COMBATTING ONE RISK AT A TIME We realised that using an RFID (radio frequency identification) proximity warning system (PWS) could make a real difference to a plant operator’s working day. After using our PWS regularly, the feedback became better as workers felt more secure using PWS to detect personnel collision risks they couldn’t see.


It’s not dissimilar to blind spot technology for cars assisting safe changing of lanes; technology detects and informs of the risk of oncoming vehicles from behind, obscured in the blind spot. The motorist avoids having to make a sudden and stressful emergency manoeuvre to avoid an oncoming vehicle.


A study carried out by Balfour Beatty Rail showed how behaviours changed when using an RFID PWS on site. Vehicle operators were not so anxious and pedestrian personnel were more vigilant about their distance from vehicles.


The usual suspects that tend to cause plant and vehicle operators anxiety on a regular basis, as we’ve discovered, are:


Large plant vehicles with blind spots: Commonplace on construction sites, plant vehicles can be sizeable


14 www.tomorrowshs.com


with quite a few blind spots as a result. Having spoken to plant operators, the blind spot is one of the most stress inducing aspects of operating a vehicle like an excavator, telehandler, tipping dumper or roller. They never know when someone might stray into the machine’s blind spot while the vehicle is moving.


Vehicles and people sharing tight spaces: At busy sites there will always be crossing points where people and vehicles have a higher likelihood of interacting. The HSE makes it very clear that where such points exist there must be robust measures in place – signage and signals.


Despite signs and barriers as part of segregation measures, there are still accidents.

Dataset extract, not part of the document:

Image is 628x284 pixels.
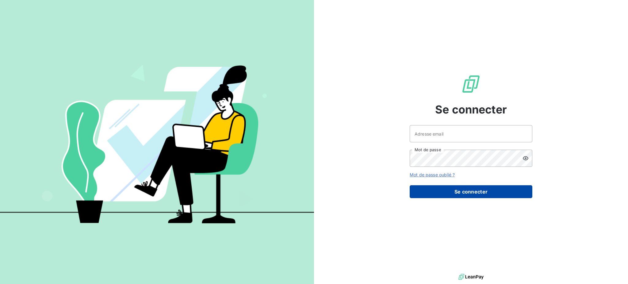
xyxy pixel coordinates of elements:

Lorry drivers, forklift operators and dumper operators are all examples of jobs where, while loading, off-loading, turning and reversing, visibility can be hampered.


LISTEN TO WORKERS’ CONCERNS ABOUT


SAFETY By listening to workers’ concerns, as employers and safety professionals, we can help to make working lives better, safer, and happier.


We should remember that technology doesn’t have to make existing practices obsolete, it can enhance practices enough to virtually eliminate certain risks. Collaboration, knowledge and data sharing should drive the innovation to safeguard people’s working environments, so they go home unharmed at the end of the day.